Oh, and that tsunami? We see parts of it crash from a number of different ground level perspectives, and every single time there was some sort of large boat or ship at the top of the wave, and multiple people look up in time to see a ship coming right for them. It was ridiculous.
Since this is a disaster movie, at there is plenty of disastering going on. Multiple earthquakes in multiple locations, plus that tsunami makes for a lot of crumbling buildings and collapsing bridges. The most striking image of the whole movie is probably a shot of a set of skyscrapers in San Francisco swaying back and forth wildly from the force of the earthquake, that was a pretty crazy sight. But otherwise, it all looks like a bunch of CG destruction, ugly and not particularly memorable. At no point did I feel real danger or tension from the collapsing cities or crumbling streets because it never felt real, there was no weight to any of it. Much like the story of Ray and Emma getting over the thing that broke up their marriage, or the story of Blake and the two English boys, not of it had any real weight and felt inconsequential.

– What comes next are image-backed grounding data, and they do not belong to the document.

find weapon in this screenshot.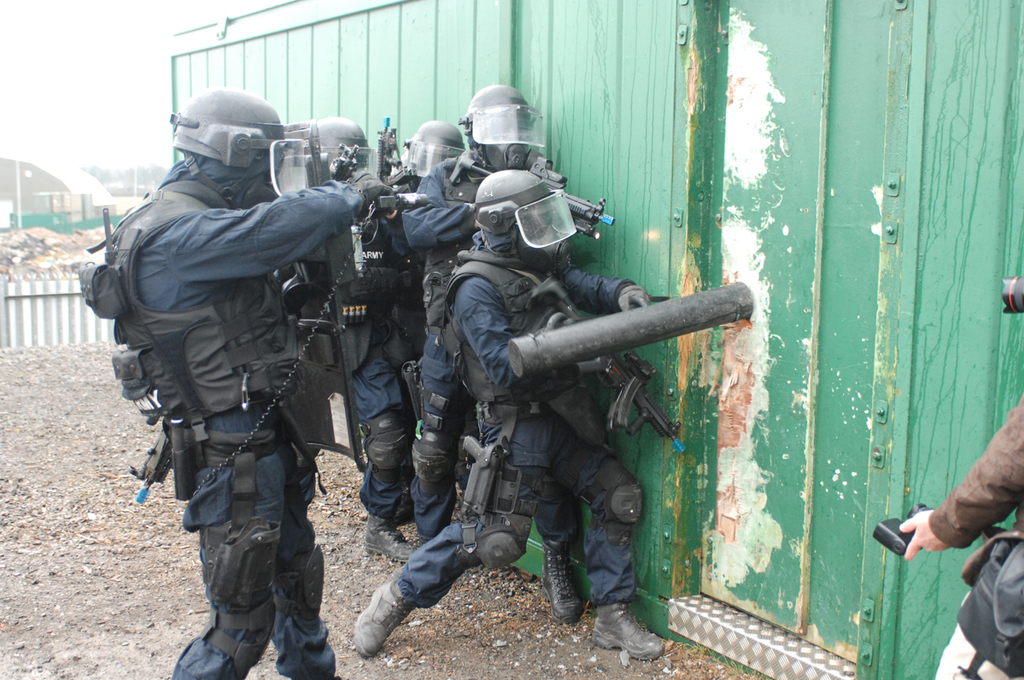
The bounding box for weapon is {"left": 606, "top": 352, "right": 687, "bottom": 455}.
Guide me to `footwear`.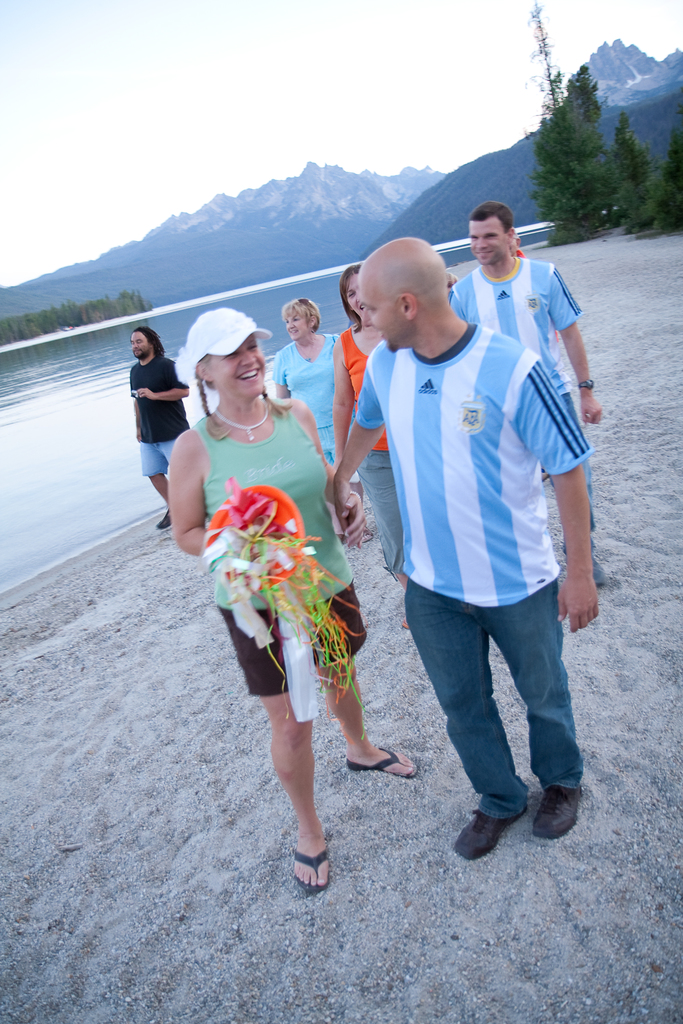
Guidance: {"x1": 160, "y1": 510, "x2": 172, "y2": 531}.
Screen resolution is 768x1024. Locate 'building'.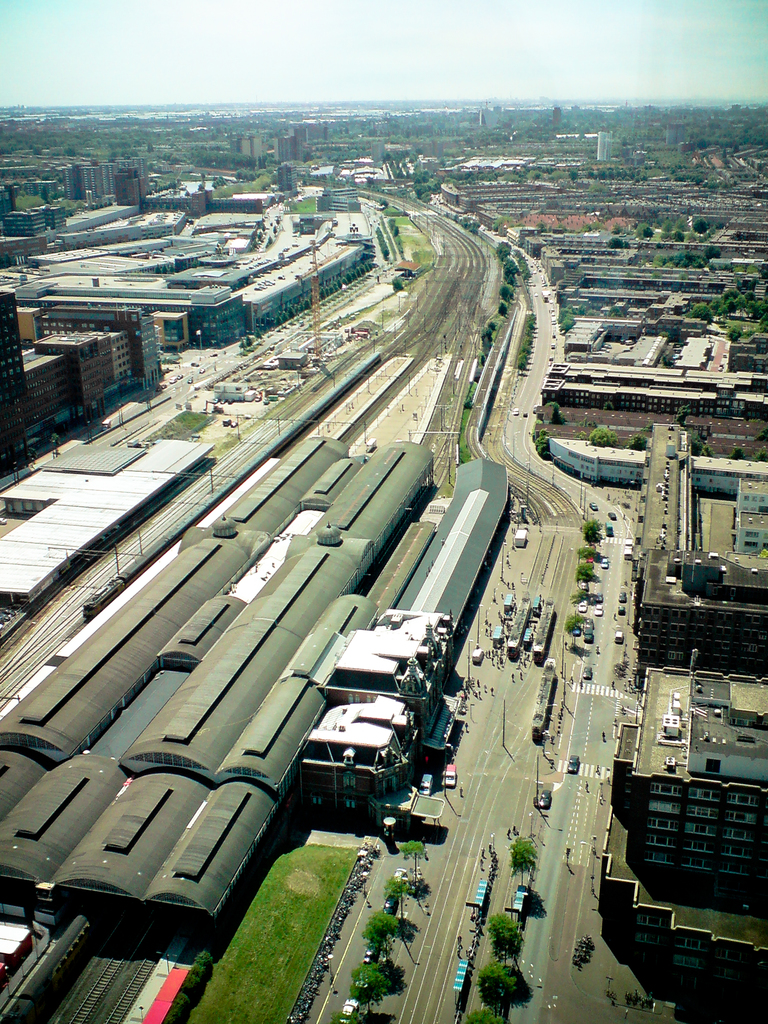
(x1=0, y1=280, x2=156, y2=435).
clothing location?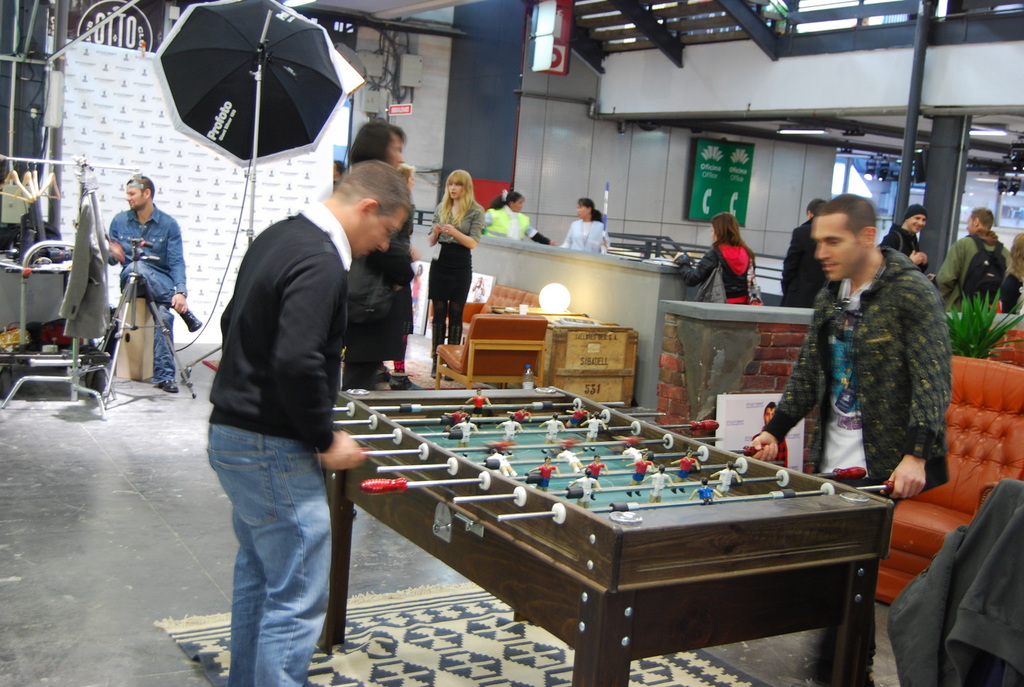
[x1=673, y1=243, x2=764, y2=306]
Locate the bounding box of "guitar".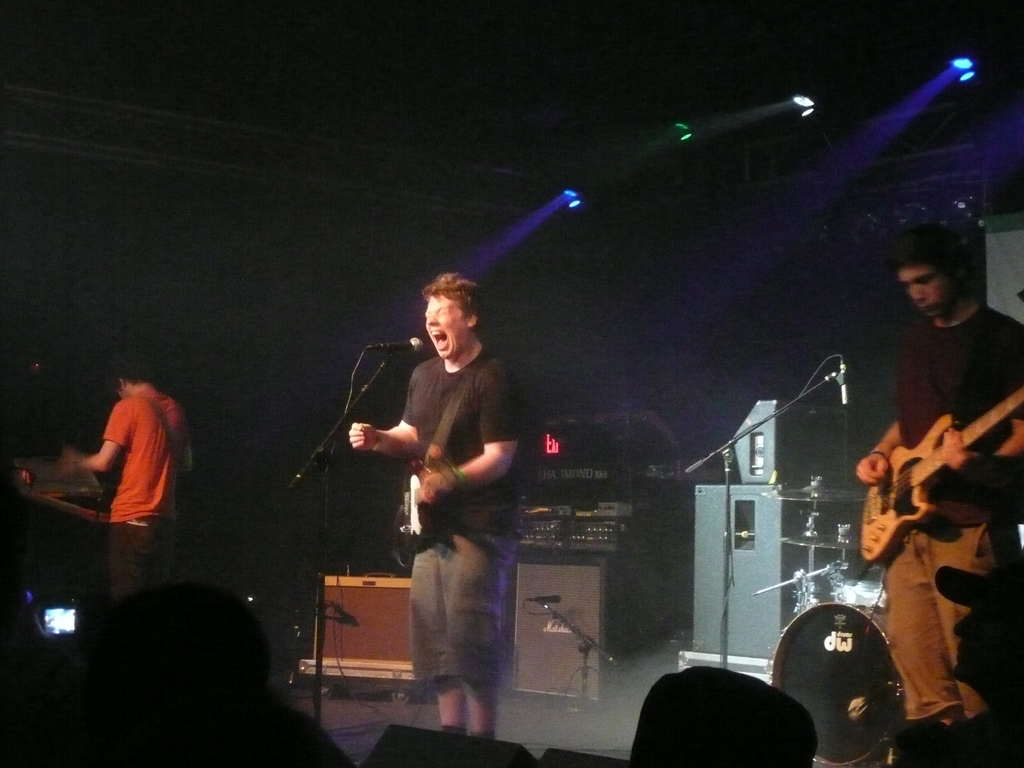
Bounding box: 397/458/488/565.
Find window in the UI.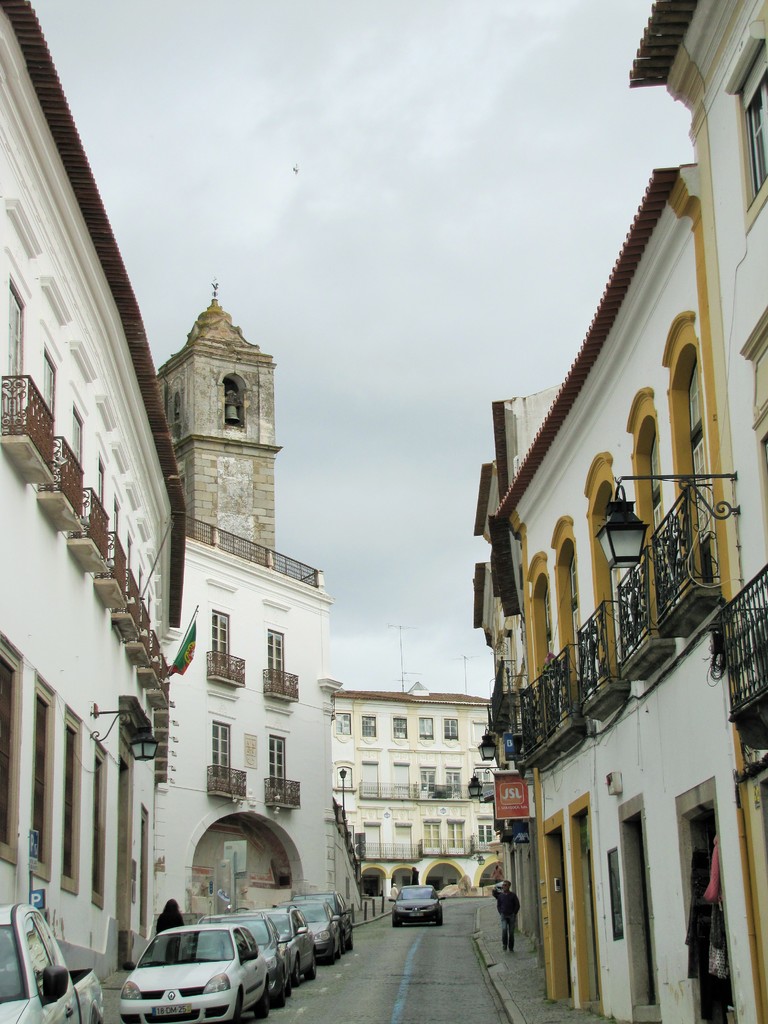
UI element at bbox=[74, 406, 84, 466].
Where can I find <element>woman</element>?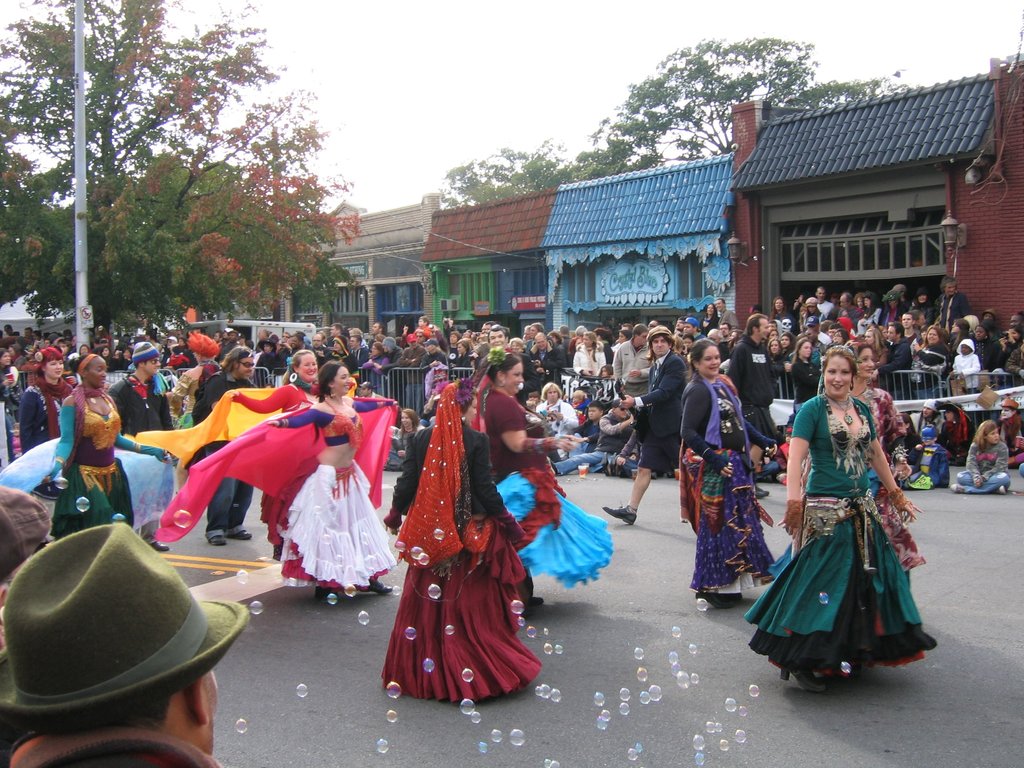
You can find it at (left=949, top=317, right=969, bottom=359).
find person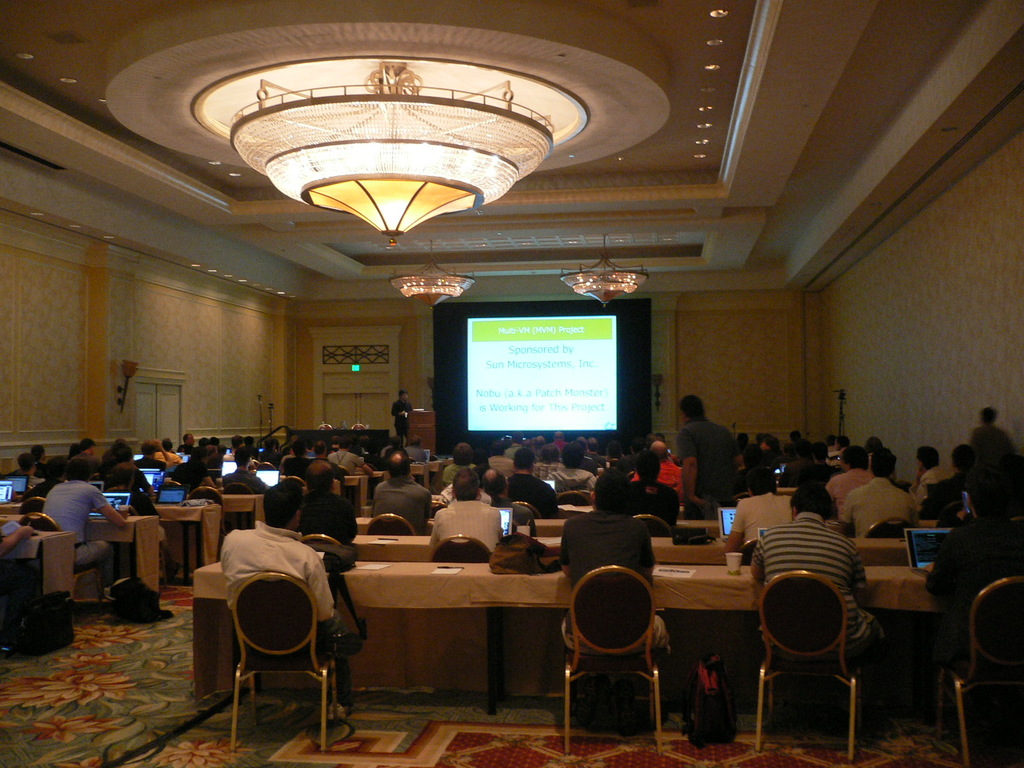
box(823, 439, 877, 507)
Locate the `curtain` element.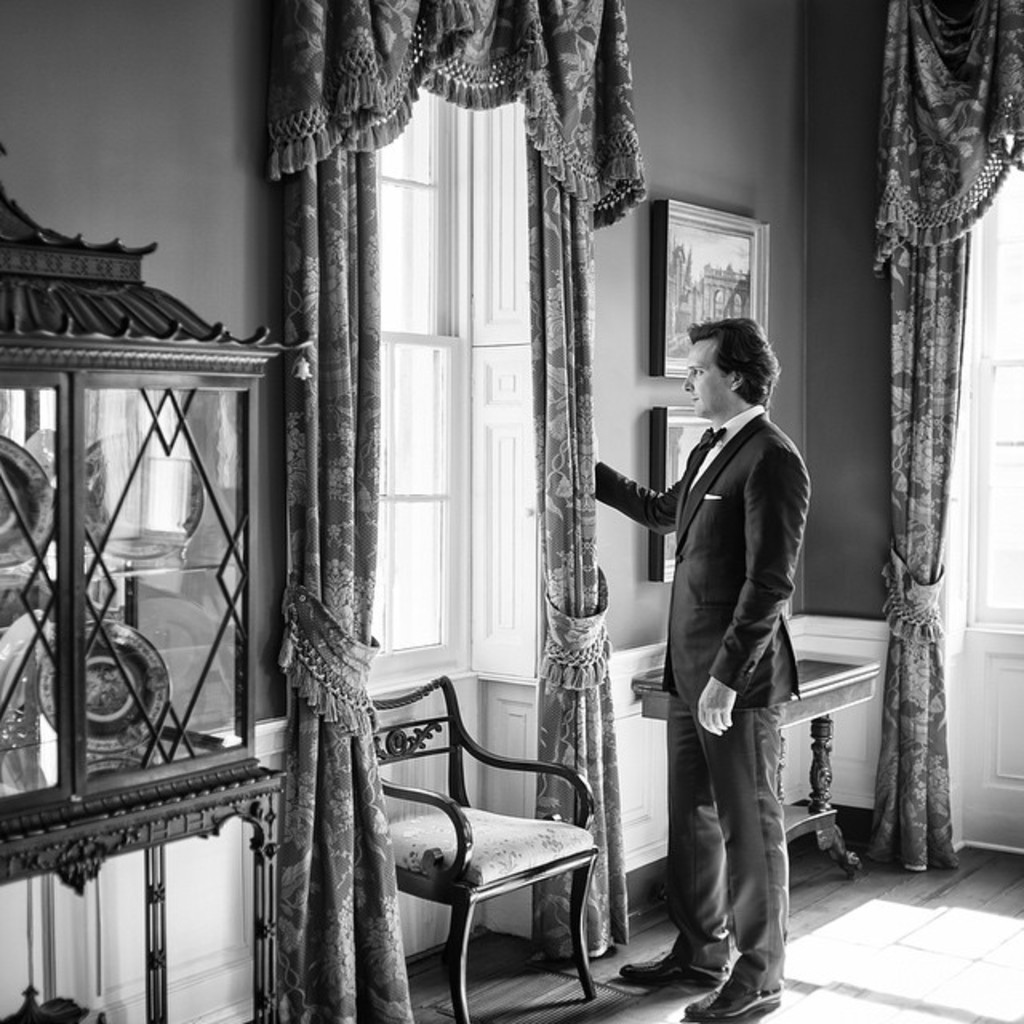
Element bbox: x1=870 y1=0 x2=1022 y2=880.
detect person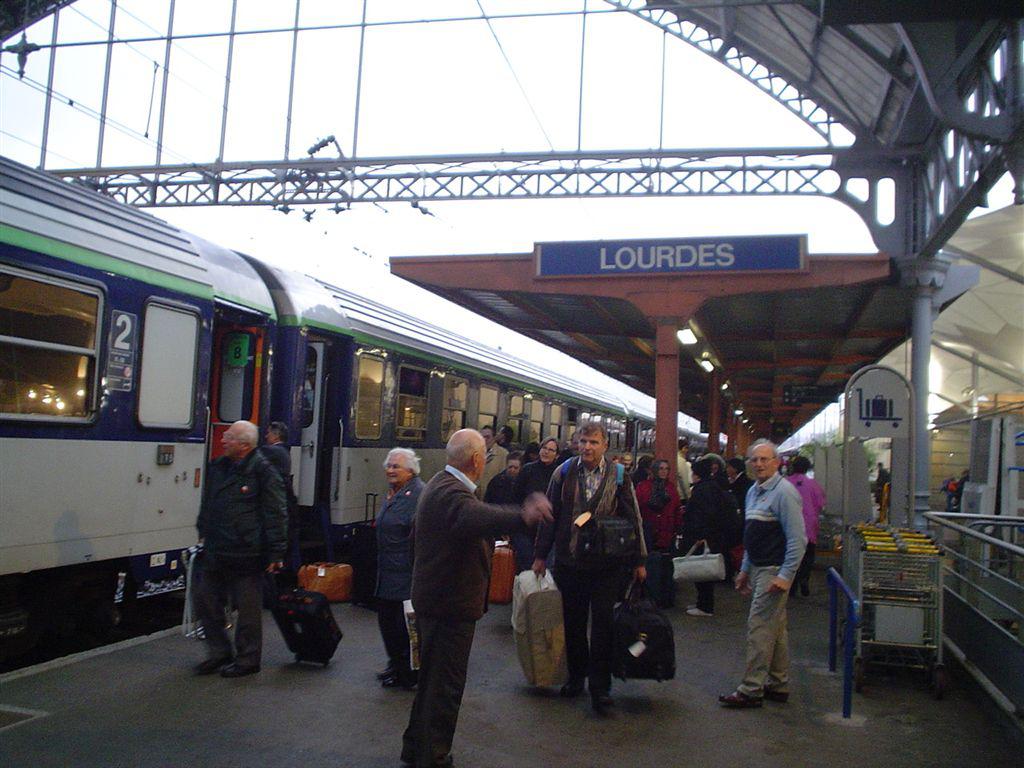
<bbox>179, 423, 292, 680</bbox>
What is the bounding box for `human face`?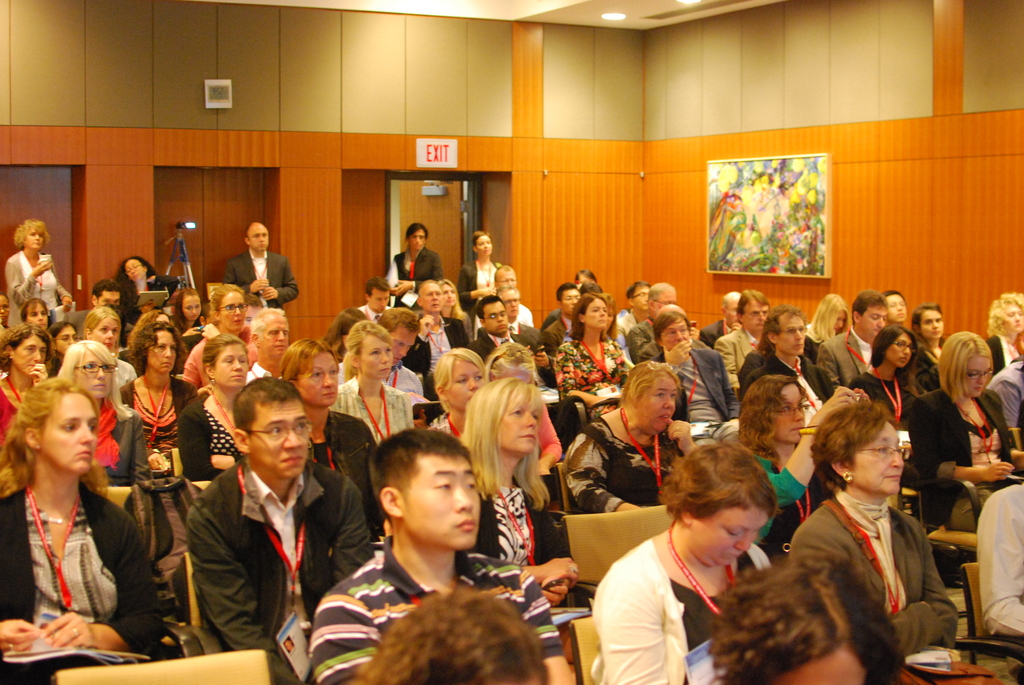
left=998, top=304, right=1023, bottom=335.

Sure this is just an old school style b-movie like “Earthquake” or “The Towering Inferno,” but those movies weren’t very good either, they were just reasons for putting together lots of stars and special effects. Well “San Andreas” only has a handful of stars and bland special effects so it can’t even seem to compete with those 70’s disaster “classics.” Once again Dwayne Johnson is the best thing in a bad movie. Someone get this guy a better project on the double. He deserves more than this.